A book for spenders, savers and all those in between

In Cheap We Trust is a captivating portrait of America's conflicting attitudes toward saving, spending, and splurging. Weber manages to get across serious economic concepts in a book that reads like a guilty pleasure. She accomplishes this by leavening the theoretical and historical backstory of cheapness with touches of memoir and biographical sketches of spectacular spendthrifts and champion cheapskates (including Weber and her thermostat-policing father). She addresses thrift's applicability to today's issues but deftly avoids oversimplified proscriptions. Combine all this with a non-preachy, smart-but-fun tone and you have quite a feat. In Cheap We Trust, an important, digestible book for anyone who wants a smart perspective on our country's wallet.

Cheap is the New Black

Actually, Lauren Weber's words are "Cheap is the new green," and are her hopeful nod to ecology as the prompt that might finally make frugality sexy in America.

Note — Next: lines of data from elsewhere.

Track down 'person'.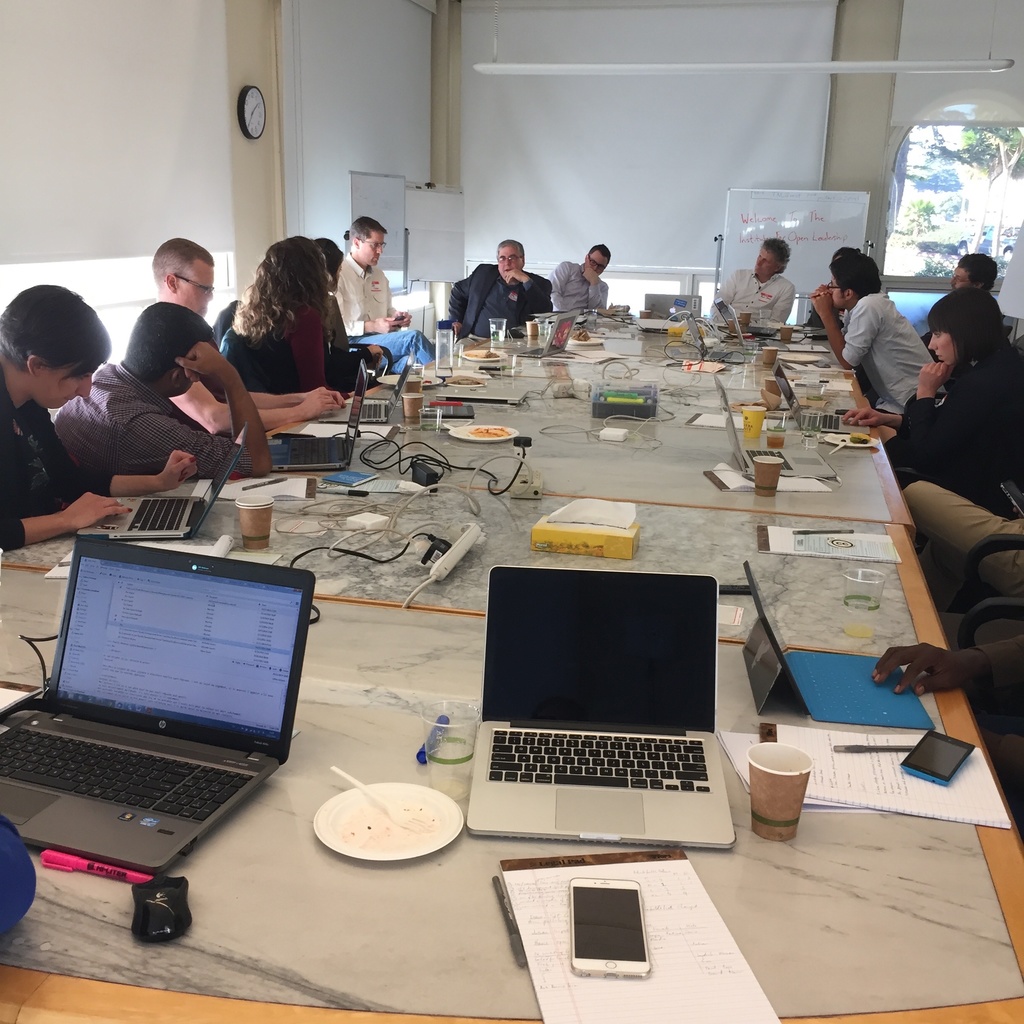
Tracked to 705,228,799,330.
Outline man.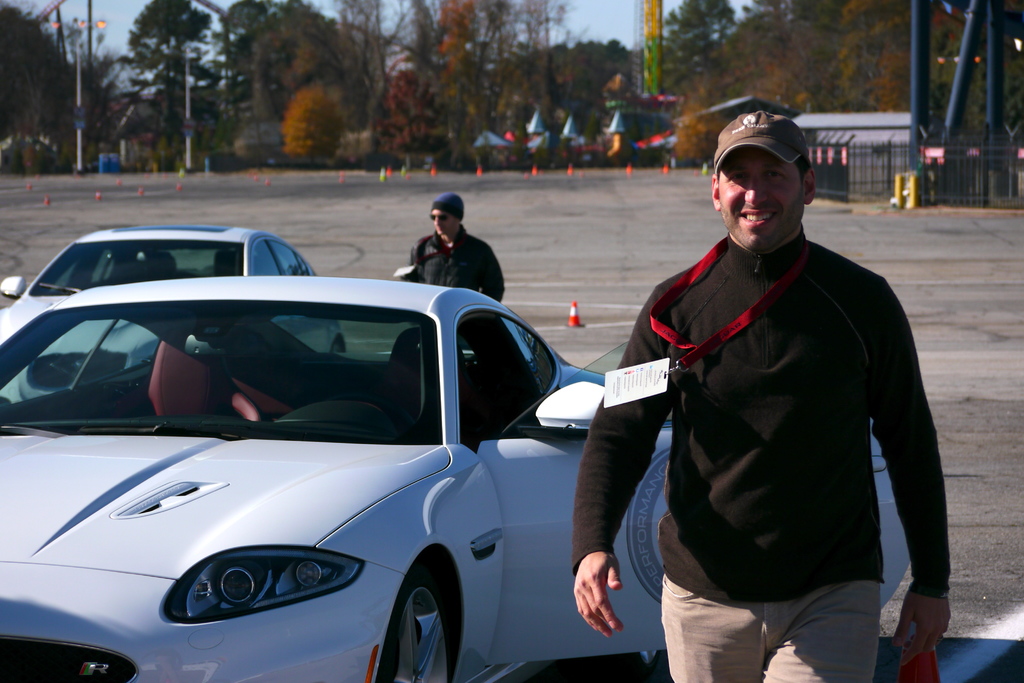
Outline: bbox=[602, 68, 956, 682].
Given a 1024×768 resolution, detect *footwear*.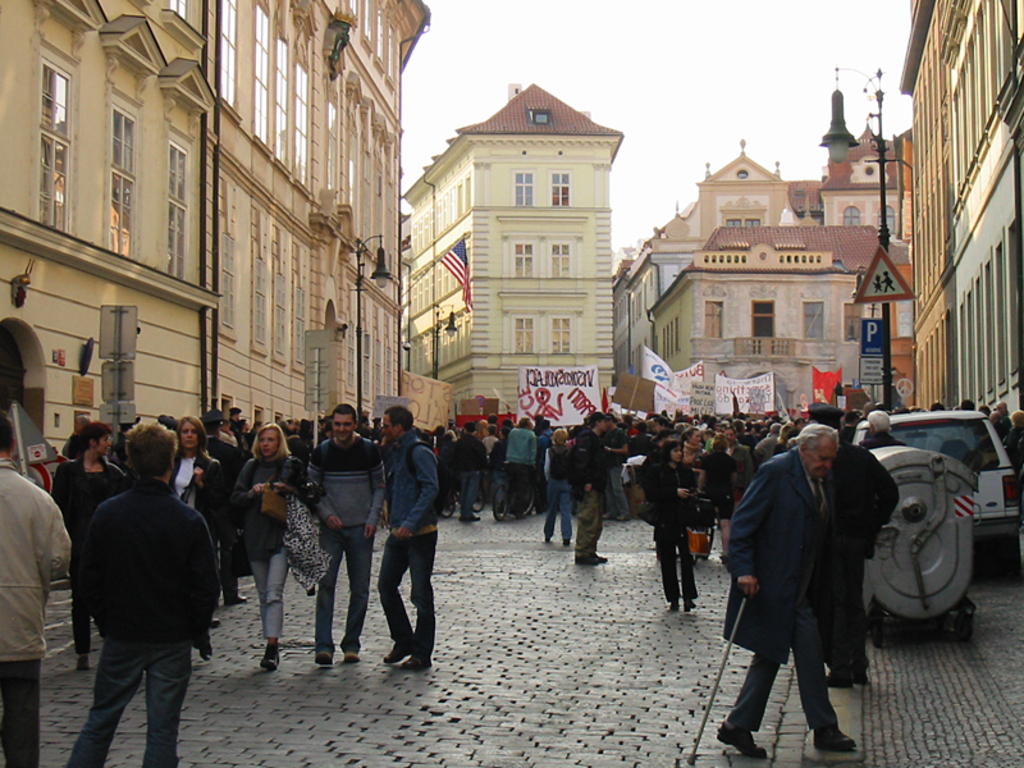
x1=577, y1=553, x2=602, y2=567.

Because, to date, nothing else has much tempered its persistent unpopularity and negative connotations with miserliness, self-denial and unworthiness. To be clear, it's primarily frugality and thrift that Weber explores here (as in the economical use of resources ... living simply and mindfully, without waste), and cheapness (as in consuming inexpensively) to a lesser degree. In a journalist's voice, she writes about the history of thrift and spending from the Puritans and Quakers to Emerson and Thoreau; from wartime rationing to the expanded postwar industrial capacity that spurred consumerism; from the origin of savings banks, through the growth and decline of home economics, to the Depression and today's financial crisis. She also explores economics, sociology and a number of competing tensions. For example, is it good citizenship to demonstrate personal responsibility through personal savings, or better to support the national (even global) economy by spending? If you do spend, should it be on "productive" (essential) goods with their long-term economic benefit and not on "consumptive" (luxury) goods? Do your personal savings on ultra-inexpensive imported goods outweigh their high political and environmental costs? And what about advertising, forced obsolescence, ego gratification and keeping up with the Joneses? Readers with any level of interest in frugality will find themselves repeating the WWII mantra, "Use it up, wear it out, make it do or do without," and will see themselves described in this book -- somewhere along Weber's continuum from Dumpster-diving freegans to folks who simply believe that less is more.